Public Comment

Republican Affect for 2012

By Jack Bragen
Monday December 12, 2011 - 05:49:00 PM

My usage of the word “affect” in this article is that of a psychological term used by clinicians to describe their emotional impression of their patients. It is the nonfactual impression that we get of a person, and it is often responsible for how well a politician connects with the public. (Notice that I am transplanting use of the term from psychology to politics.) 

If you look, for example, at the affect of Bill Clinton, or Barack Obama, it speaks to you and says that you are looking at a good person. Even Mitt Romney (despite his bad positions on the issues) has an acceptable affect that we can connect to and that shows as President there will be some amount of care. This is a psychological test that I am talking about and it is done by merely looking at someone. Psychotherapists are allowed to comment on a patient’s affect where there is a complete absence of fact to support their impression. 

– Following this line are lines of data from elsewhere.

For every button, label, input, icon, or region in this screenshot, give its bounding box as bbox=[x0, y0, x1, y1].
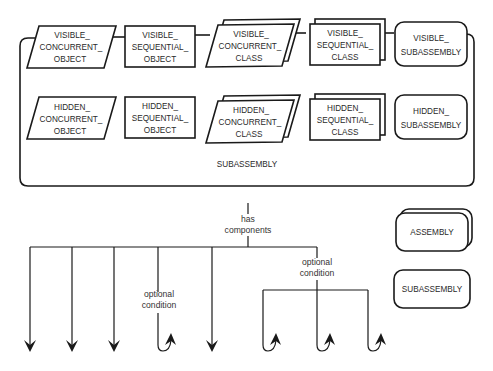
condition-label: condition bbox=[300, 268, 335, 278]
svg-text:VISIBLE_: VISIBLE_ bbox=[54, 31, 90, 40]
visible-subassembly-node[interactable]: VISIBLE_ SUBASSEMBLY bbox=[395, 22, 467, 66]
hidden-sequential-class-node[interactable]: HIDDEN_ SEQUENTIAL_ CLASS bbox=[310, 94, 385, 140]
svg-text:CLASS: CLASS bbox=[332, 128, 359, 137]
svg-text:SUBASSEMBLY: SUBASSEMBLY bbox=[402, 285, 463, 294]
svg-text:HIDDEN_: HIDDEN_ bbox=[413, 107, 449, 116]
svg-text:CONCURRENT_: CONCURRENT_ bbox=[40, 43, 103, 52]
optional-component-hook-1: optional condition bbox=[142, 247, 177, 351]
svg-text:CLASS: CLASS bbox=[236, 130, 263, 139]
svg-text:CONCURRENT_: CONCURRENT_ bbox=[219, 42, 282, 51]
svg-text:SEQUENTIAL_: SEQUENTIAL_ bbox=[132, 43, 189, 52]
hidden-concurrent-class-node[interactable]: HIDDEN_ CONCURRENT_ CLASS bbox=[206, 95, 300, 143]
visible-sequential-class-node[interactable]: VISIBLE_ SEQUENTIAL_ CLASS bbox=[310, 19, 385, 65]
optional-branch-2: optional condition bbox=[263, 247, 386, 351]
svg-text:SEQUENTIAL_: SEQUENTIAL_ bbox=[317, 116, 374, 125]
notation-diagram: SUBASSEMBLY VISIBLE_ CONCURRENT_ OBJECT … bbox=[0, 0, 493, 371]
svg-text:SEQUENTIAL_: SEQUENTIAL_ bbox=[132, 114, 189, 123]
svg-text:HIDDEN_: HIDDEN_ bbox=[233, 106, 269, 115]
component-arrow-4 bbox=[206, 247, 218, 352]
svg-text:VISIBLE_: VISIBLE_ bbox=[142, 31, 178, 40]
hidden-sequential-object-node[interactable]: HIDDEN_ SEQUENTIAL_ OBJECT bbox=[125, 97, 195, 138]
visible-sequential-object-node[interactable]: VISIBLE_ SEQUENTIAL_ OBJECT bbox=[125, 26, 195, 67]
legend-subassembly: SUBASSEMBLY bbox=[394, 270, 470, 308]
condition-label: condition bbox=[142, 300, 177, 310]
optional-label: optional bbox=[302, 257, 332, 267]
svg-text:CLASS: CLASS bbox=[236, 54, 263, 63]
container-label: SUBASSEMBLY bbox=[217, 160, 278, 169]
svg-text:SUBASSEMBLY: SUBASSEMBLY bbox=[401, 121, 462, 130]
svg-text:HIDDEN_: HIDDEN_ bbox=[54, 103, 90, 112]
svg-text:OBJECT: OBJECT bbox=[54, 127, 86, 136]
svg-text:HIDDEN_: HIDDEN_ bbox=[327, 104, 363, 113]
svg-text:OBJECT: OBJECT bbox=[54, 55, 86, 64]
visible-concurrent-object-node[interactable]: VISIBLE_ CONCURRENT_ OBJECT bbox=[27, 26, 116, 68]
hidden-subassembly-node[interactable]: HIDDEN_ SUBASSEMBLY bbox=[395, 95, 467, 139]
svg-text:CONCURRENT_: CONCURRENT_ bbox=[40, 115, 103, 124]
svg-text:VISIBLE_: VISIBLE_ bbox=[413, 34, 449, 43]
svg-text:OBJECT: OBJECT bbox=[144, 55, 176, 64]
svg-text:HIDDEN_: HIDDEN_ bbox=[142, 102, 178, 111]
svg-text:CONCURRENT_: CONCURRENT_ bbox=[219, 118, 282, 127]
svg-text:OBJECT: OBJECT bbox=[144, 126, 176, 135]
svg-text:SEQUENTIAL_: SEQUENTIAL_ bbox=[317, 41, 374, 50]
legend-assembly: ASSEMBLY bbox=[396, 209, 472, 251]
hidden-concurrent-object-node[interactable]: HIDDEN_ CONCURRENT_ OBJECT bbox=[27, 97, 116, 139]
has-label: has bbox=[241, 214, 255, 224]
optional-label: optional bbox=[144, 289, 174, 299]
svg-text:ASSEMBLY: ASSEMBLY bbox=[410, 228, 454, 237]
visible-concurrent-class-node[interactable]: VISIBLE_ CONCURRENT_ CLASS bbox=[206, 19, 300, 67]
svg-text:SUBASSEMBLY: SUBASSEMBLY bbox=[401, 48, 462, 57]
svg-text:VISIBLE_: VISIBLE_ bbox=[233, 30, 269, 39]
components-label: components bbox=[225, 225, 272, 235]
component-arrow-3 bbox=[108, 247, 120, 352]
has-components-tree: has components optional condition bbox=[24, 203, 386, 352]
component-arrow-1 bbox=[24, 247, 36, 352]
svg-text:CLASS: CLASS bbox=[332, 53, 359, 62]
svg-text:VISIBLE_: VISIBLE_ bbox=[327, 29, 363, 38]
component-arrow-2 bbox=[66, 247, 78, 352]
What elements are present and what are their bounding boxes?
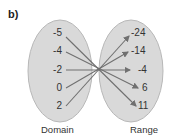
domain-label: Domain (41, 124, 74, 135)
range-value: -4 (138, 64, 147, 75)
domain-value: 0 (42, 82, 62, 93)
domain-value: -5 (42, 27, 62, 38)
range-value: 11 (138, 100, 148, 111)
range-value: 6 (142, 82, 148, 93)
domain-value: 2 (42, 100, 62, 111)
range-label: Range (130, 124, 158, 135)
mapping-diagram (0, 0, 176, 138)
domain-value: -4 (42, 45, 62, 56)
domain-value: -2 (42, 64, 62, 75)
range-value: -14 (131, 45, 145, 56)
range-value: -24 (131, 27, 145, 38)
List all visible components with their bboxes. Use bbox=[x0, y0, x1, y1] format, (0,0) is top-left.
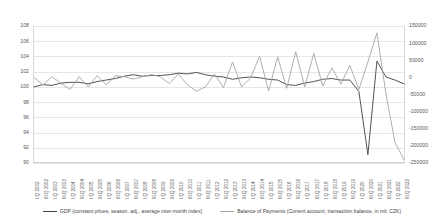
gridline bbox=[33, 163, 405, 164]
x-axis-tick-label: I.Q 2005 bbox=[90, 181, 95, 199]
right-axis-tick-label: -150000 bbox=[409, 126, 443, 131]
x-axis-tick-label: I.Q 2015 bbox=[270, 181, 275, 199]
left-axis-tick-label: 92 bbox=[0, 145, 29, 150]
x-axis-tick-label: III.Q 2007 bbox=[135, 179, 140, 199]
series-lines bbox=[33, 26, 405, 163]
chart-container: 9092949698100102104106108 -250000-200000… bbox=[0, 0, 444, 222]
x-axis-tick-label: I.Q 2006 bbox=[108, 181, 113, 199]
right-axis-tick-label: 50000 bbox=[409, 58, 443, 63]
left-axis-tick-label: 106 bbox=[0, 39, 29, 44]
series-line bbox=[34, 61, 404, 155]
x-axis-tick-label: III.Q 2017 bbox=[316, 179, 321, 199]
right-axis-tick-label: 150000 bbox=[409, 23, 443, 28]
x-axis-tick-label: III.Q 2004 bbox=[81, 179, 86, 199]
x-axis-tick-label: I.Q 2018 bbox=[325, 181, 330, 199]
x-axis-tick-label: I.Q 2004 bbox=[72, 181, 77, 199]
x-axis-tick-label: I.Q 2003 bbox=[54, 181, 59, 199]
right-axis-tick-label: -50000 bbox=[409, 92, 443, 97]
left-axis-tick-label: 102 bbox=[0, 69, 29, 74]
legend-item-balance-of-payments: Balance of Payments (Current account, tr… bbox=[220, 208, 401, 214]
x-axis-tick-label: I.Q 2014 bbox=[252, 181, 257, 199]
x-axis-tick-label: III.Q 2013 bbox=[243, 179, 248, 199]
x-axis-tick-label: III.Q 2006 bbox=[117, 179, 122, 199]
x-axis-tick-label: III.Q 2012 bbox=[225, 179, 230, 199]
x-axis-tick-label: I.Q 2013 bbox=[234, 181, 239, 199]
left-axis-tick-label: 108 bbox=[0, 23, 29, 28]
x-axis-tick-label: III.Q 2016 bbox=[297, 179, 302, 199]
legend-line-icon-gdp bbox=[43, 211, 57, 212]
right-axis-tick-label: 0 bbox=[409, 75, 443, 80]
chart-legend: GDP (constant prices, season. adj., aver… bbox=[0, 205, 444, 217]
right-axis-tick-label: -100000 bbox=[409, 109, 443, 114]
x-axis-tick-label: I.Q 2017 bbox=[306, 181, 311, 199]
x-axis-tick-label: I.Q 2016 bbox=[288, 181, 293, 199]
left-axis-tick-label: 90 bbox=[0, 160, 29, 165]
x-axis-tick-label: III.Q 2002 bbox=[45, 179, 50, 199]
x-axis-tick-label: I.Q 2010 bbox=[180, 181, 185, 199]
x-axis-tick-label: III.Q 2014 bbox=[261, 179, 266, 199]
x-axis-tick-label: I.Q 2007 bbox=[126, 181, 131, 199]
x-axis-tick-label: I.Q 2012 bbox=[216, 181, 221, 199]
legend-label-balance-of-payments: Balance of Payments (Current account, tr… bbox=[237, 208, 401, 214]
series-line bbox=[34, 33, 404, 160]
x-axis-tick-label: I.Q 2002 bbox=[36, 181, 41, 199]
x-axis-tick-label: III.Q 2019 bbox=[352, 179, 357, 199]
x-axis-tick-label: I.Q 2009 bbox=[162, 181, 167, 199]
right-axis-tick-label: -250000 bbox=[409, 160, 443, 165]
legend-line-icon-balance-of-payments bbox=[220, 211, 234, 212]
x-axis-tick-label: I.Q 2020 bbox=[361, 181, 366, 199]
x-axis-tick-label: III.Q 2009 bbox=[171, 179, 176, 199]
x-axis-tick-label: I.Q 2019 bbox=[343, 181, 348, 199]
x-axis-tick-label: III.Q 2005 bbox=[99, 179, 104, 199]
right-axis-tick-label: 100000 bbox=[409, 41, 443, 46]
left-axis-tick-label: 100 bbox=[0, 84, 29, 89]
left-axis-tick-label: 104 bbox=[0, 54, 29, 59]
x-axis-tick-label: III.Q 2018 bbox=[334, 179, 339, 199]
left-axis-tick-label: 96 bbox=[0, 115, 29, 120]
x-axis-tick-label: I.Q 2021 bbox=[379, 181, 384, 199]
x-axis-tick-label: III.Q 2010 bbox=[189, 179, 194, 199]
plot-area bbox=[33, 26, 405, 163]
legend-label-gdp: GDP (constant prices, season. adj., aver… bbox=[60, 208, 202, 214]
x-axis-tick-label: I.Q 2011 bbox=[198, 182, 203, 199]
x-axis-tick-label: III.Q 2022 bbox=[406, 179, 411, 199]
left-axis-tick-label: 94 bbox=[0, 130, 29, 135]
x-axis-tick-label: III.Q 2020 bbox=[370, 179, 375, 199]
x-axis-tick-label: III.Q 2015 bbox=[279, 179, 284, 199]
legend-item-gdp: GDP (constant prices, season. adj., aver… bbox=[43, 208, 202, 214]
left-axis-tick-label: 98 bbox=[0, 100, 29, 105]
x-axis-tick-label: I.Q 2008 bbox=[144, 181, 149, 199]
x-axis-tick-label: I.Q 2022 bbox=[397, 181, 402, 199]
x-axis-tick-label: III.Q 2021 bbox=[388, 179, 393, 199]
x-axis-tick-label: III.Q 2011 bbox=[207, 179, 212, 199]
x-axis-tick-label: III.Q 2008 bbox=[153, 179, 158, 199]
x-axis-tick-label: III.Q 2003 bbox=[63, 179, 68, 199]
right-axis-tick-label: -200000 bbox=[409, 143, 443, 148]
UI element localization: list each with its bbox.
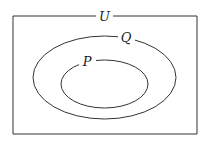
set-q-ellipse: [33, 30, 176, 119]
universe-label: U: [99, 9, 111, 24]
set-p-label: P: [82, 54, 92, 69]
set-q-label: Q: [121, 30, 132, 45]
venn-diagram: U Q P: [0, 0, 206, 143]
set-p-ellipse: [61, 55, 148, 108]
universe-rectangle: [13, 16, 197, 134]
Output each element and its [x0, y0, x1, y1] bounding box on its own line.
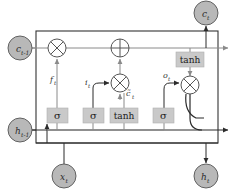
- gate-output-label: σ: [160, 110, 167, 121]
- gate-forget-label: σ: [54, 110, 61, 121]
- label-candidate-subscript: t: [132, 94, 135, 100]
- operator-state-add[interactable]: [111, 39, 129, 57]
- lstm-diagram-svg: σ σ tanh σ tanh: [0, 0, 236, 195]
- operator-forget-multiply[interactable]: [48, 39, 66, 57]
- label-candidate-symbol: c̃: [126, 89, 131, 98]
- node-c-prev[interactable]: c t-1: [8, 36, 32, 60]
- output-gate-output-wire: [164, 83, 179, 108]
- gate-output-tanh-label: tanh: [180, 55, 201, 65]
- node-h-prev-label: h: [15, 126, 21, 136]
- operator-output-multiply[interactable]: [181, 76, 199, 94]
- label-candidate: c̃ t: [126, 89, 135, 100]
- gate-input-label: σ: [90, 110, 97, 121]
- node-c-t[interactable]: c t: [194, 1, 218, 25]
- gate-output[interactable]: σ: [153, 108, 174, 123]
- node-h-prev[interactable]: h t-1: [8, 118, 32, 142]
- gate-forget[interactable]: σ: [47, 108, 68, 123]
- lstm-diagram-canvas: σ σ tanh σ tanh: [0, 0, 236, 195]
- output-multiply-to-hidden-wire: [190, 94, 202, 130]
- gate-output-tanh[interactable]: tanh: [176, 52, 204, 67]
- node-x-t-label: x: [60, 172, 65, 182]
- label-output-subscript: t: [168, 76, 171, 82]
- input-gate-output-wire: [93, 83, 109, 108]
- label-output: o t: [163, 71, 171, 82]
- label-input-subscript: t: [88, 83, 91, 89]
- node-h-t-label: h: [201, 172, 207, 182]
- node-h-prev-subscript: t-1: [21, 131, 29, 138]
- gate-candidate-label: tanh: [114, 111, 135, 121]
- node-x-t[interactable]: x t: [52, 164, 76, 188]
- label-forget: f t: [49, 75, 57, 86]
- node-c-prev-subscript: t-1: [21, 49, 29, 56]
- gate-candidate[interactable]: tanh: [110, 108, 138, 123]
- gate-input[interactable]: σ: [83, 108, 104, 123]
- label-input: i t: [85, 78, 91, 89]
- node-h-t[interactable]: h t: [194, 164, 218, 188]
- hidden-output-curve-wire: [186, 94, 204, 118]
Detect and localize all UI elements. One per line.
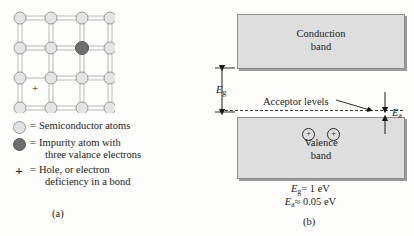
- legend-item-semiconductor: = Semiconductor atoms: [8, 120, 203, 134]
- valence-band-block: + + Valence band: [237, 117, 405, 179]
- panel-a: + = Semiconductor atoms = Impurity ato: [0, 0, 207, 236]
- eq1-value: = 1 eV: [301, 183, 330, 194]
- conduction-band-line2: band: [311, 41, 331, 52]
- hole-plus-icon: +: [32, 82, 38, 94]
- semiconductor-atom: [76, 12, 88, 24]
- energy-gap-subscript: g: [222, 88, 226, 97]
- semiconductor-atom: [104, 42, 115, 54]
- legend-equals: =: [30, 164, 39, 176]
- legend-item-hole: + = Hole, or electron deficiency in a bo…: [8, 164, 203, 188]
- legend-equals: =: [30, 120, 39, 132]
- conduction-band-block: Conduction band: [237, 14, 405, 69]
- legend: = Semiconductor atoms = Impurity atom wi…: [8, 120, 203, 191]
- light-circle-icon: [8, 120, 30, 134]
- legend-line1: Impurity atom with: [39, 137, 121, 148]
- legend-line1: Hole, or electron: [39, 164, 110, 175]
- panel-b: Conduction band Acceptor levels + + Vale…: [207, 0, 414, 236]
- valence-band-label: Valence band: [238, 137, 404, 162]
- conduction-band-line1: Conduction: [297, 28, 346, 39]
- legend-label: Hole, or electron deficiency in a bond: [39, 164, 130, 188]
- semiconductor-atom: [45, 102, 57, 113]
- valence-band-line1: Valence: [304, 137, 337, 148]
- acceptor-energy-label: Ea: [392, 107, 402, 118]
- semiconductor-atom: [14, 12, 26, 24]
- caption-b: (b): [303, 216, 315, 227]
- plus-icon: +: [8, 164, 30, 176]
- semiconductor-atom: [14, 42, 26, 54]
- semiconductor-atom: [104, 102, 115, 113]
- crystal-lattice-diagram: +: [10, 8, 115, 113]
- equation-acceptor-energy: Ea≈ 0.05 eV: [207, 196, 414, 207]
- acceptor-energy-subscript: a: [398, 111, 401, 120]
- dark-circle-icon: [8, 137, 30, 151]
- semiconductor-atom: [104, 72, 115, 84]
- lattice-atoms: [14, 12, 115, 113]
- impurity-atom: [76, 42, 89, 55]
- semiconductor-atom: [45, 42, 57, 54]
- legend-item-impurity: = Impurity atom with three valance elect…: [8, 137, 203, 161]
- equation-energy-gap: Eg= 1 eV: [207, 183, 414, 194]
- semiconductor-atom: [76, 72, 88, 84]
- legend-label: Semiconductor atoms: [39, 120, 130, 132]
- acceptor-levels-label: Acceptor levels: [263, 96, 329, 107]
- conduction-band-label: Conduction band: [238, 28, 404, 53]
- caption-a: (a): [52, 208, 64, 219]
- semiconductor-atom: [45, 72, 57, 84]
- semiconductor-atom: [14, 72, 26, 84]
- legend-label: Impurity atom with three valance electro…: [39, 137, 141, 161]
- valence-band-line2: band: [311, 150, 331, 161]
- legend-line1: Semiconductor atoms: [39, 120, 130, 131]
- eq1-symbol: E: [291, 183, 297, 194]
- eq2-value: ≈ 0.05 eV: [295, 196, 337, 207]
- legend-line2: three valance electrons: [39, 149, 141, 161]
- lattice-bonds: [18, 16, 112, 110]
- semiconductor-atom: [45, 12, 57, 24]
- semiconductor-atom: [76, 102, 88, 113]
- eq1-subscript: g: [298, 187, 302, 196]
- legend-equals: =: [30, 137, 39, 149]
- semiconductor-atom: [14, 102, 26, 113]
- acceptor-leader-line: [336, 100, 370, 110]
- eq2-subscript: a: [291, 200, 294, 209]
- figure-semiconductor-acceptor: + = Semiconductor atoms = Impurity ato: [0, 0, 414, 236]
- semiconductor-atom: [104, 12, 115, 24]
- acceptor-level-dashed-line: [225, 110, 403, 111]
- legend-line2: deficiency in a bond: [39, 176, 130, 188]
- energy-gap-label: Eg: [216, 84, 226, 95]
- lattice-svg: +: [10, 8, 115, 113]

For example, when you look at a photo or film of Adolf Hitler or of Osama Bin Laden, you might get the “creeps” which includes a spine-tingling horrified sensation. Such an impression apparently doesn’t need facts to support it according to modern practices of psychology. (Yet in the case of those two examples, the facts to back up the impression of evil are obviously present.) 

Purely from the perspective of affect, if you were to look at a film or a photo of George W. Bush, you might think you were looking at Mad Magazine’s Alfred E. Newman, saying; “what, me worry?” In other words, Bush’s affect resembles that of a cartoon character. That apparent lack of strenuous thought was one of the factors that made him despicable as President. 

Rick Perry resembles and has the affect of the ex boss I had who was the meanest and most abusive I’ve run into in the more than ten years that I was in the workforce. If Perry lives up to the attitude that generated his intolerant, anti-gay advertisements then I believe his chances of becoming President are close to nil. I don’t believe most of the American public feels the same as he. 

The Republican Party has stooped to new lows in the current attempt to retake The White House. In the process of this, they have shown that they are not the party of the future. And, by the way, Newt Gingrich seems to lack an affect whatsoever. Apparently he is so out of touch with himself that his affect is absent. 

Most voters probably decide who to vote for mainly through a gut feeling of which candidate seems the most solid. How well a candidate connects with the public is a major factor in their electability. In this category as well as in actual competence, President Obama is ahead of the republicans, and has very good chances at reelection.